SpeechCycle, a company that hosts millions of technical support calls, primarily from Cable or satellite TV subscribers, has joined with Jingle Networks, the popularizer of “free directory assistance” to offer a way for businesses to insert sponsored audio messages into customer care calls. The joint offering is well suited for the current economic climate because it gives companies across a multiplicity of verticals the ability to deliver targeted promotional messages, thereby attracting advertising dollars to offset customer care operating expenses.
For those who can overcome the wince factor evoked by the idea of listening to audio advertisements while waiting on hold, the idea has appeal. If the messages offer deals that are valuable to the caller — such as upgrades, discounts or coupons for goods or services of interest — they will be well received, especially in this economic climate. Joe Bentzel, SpeechCycle’s CMO, equates the service to “one-to-one radio.” Audio promos can be tailored to the precise interests of the caller and delivered at that “ready-to-buy moment,” as Jingle Networks used to characterize the occasion of a call to directory assistance.
The new service is the product of a mash-up of SpeechCycle’s RPA On Demand (where “RPA” stands for “Rich Phone Applications”) and JingleConnect, which is an audio advertising insertion platform developed behind 1-800-FREE411. Jingle busted out JingleConnect in September 2008 to make its audio advertising insertion technology available to third parties. At roughly the same time SpeechCycle, which had built a successful, but highly specialized business around automated handling of technical support calls from cable and satellite TV service subscribers, sought to grow its business by making its tools and software available to a broader community of developers — including a joint development initiative with the Tellme subsidiary of Microsoft.
RPA On Demand conforms to an architecture designed to be partner- and developer-friendly. Bentzel equates it to the opening up of Saleforce.com through AppForce, the open API for hooking into CRM “in the cloud.” The deal with Jingle Networks is the first of many possible future services that will leverage this architecture. It enables the two companies to position their offering as a real recession fighter, with the potential to generate (or split) revenues from targeted ad delivery, or for companies to use the SpeechCycle platform to produce automated ads with offers that support specific loyalty programs or upselling strategies. As a company that cut its teeth with the originators of the “triple play” (subscription TV, telephone and Internet services through a single pipe) SpeechCycle has been intimately involved in such programs.
The implications for Jingle Networks could be equally profound.
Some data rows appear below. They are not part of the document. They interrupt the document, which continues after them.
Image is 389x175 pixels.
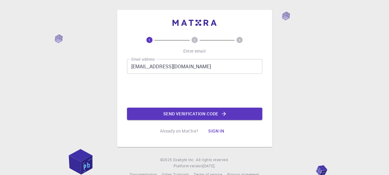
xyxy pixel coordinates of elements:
span: All rights reserved. [196,157,229,163]
label: Email address [131,57,155,62]
span: [DATE] . [203,163,216,168]
button: Sign in [203,125,229,137]
button: Send verification code [127,108,262,120]
span: Platform version [174,163,203,169]
a: Exabyte Inc. [173,157,195,163]
p: Already on Mat3ra? [160,128,199,134]
iframe: reCAPTCHA [148,79,242,103]
span: © 2025 [160,157,173,163]
p: Enter email [183,48,206,54]
text: 1 [149,38,150,42]
text: 2 [194,38,196,42]
a: [DATE]. [203,163,216,169]
span: Exabyte Inc. [173,157,195,162]
text: 3 [239,38,241,42]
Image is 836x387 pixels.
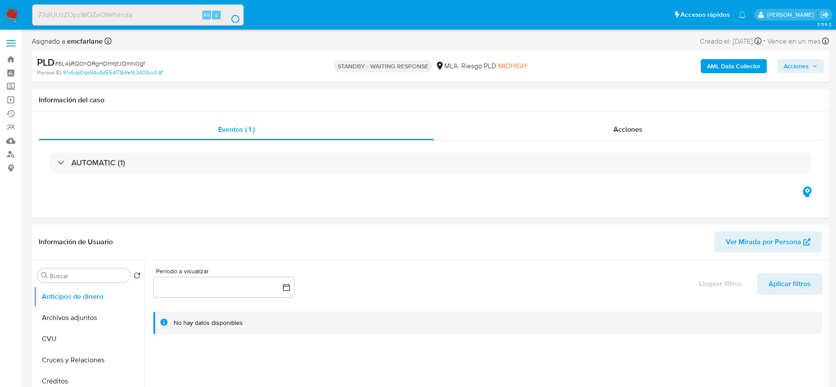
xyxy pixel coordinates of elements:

Assaults on “free DA” are coming from all angles — GOOG411, Nuance, Microsoft/Tellme, V-Enable and the directory subsidiaries of the major carriers. Any revenues that can be generated from unbundling its ad-serving platform will be a big plus. However, as a sign of the times, the competition for audio or multimedia ad serving, especially to mobile devices, is getting very crowded and competitive. In the chill of a tough economy, competition to develop and deliver new services is heating up.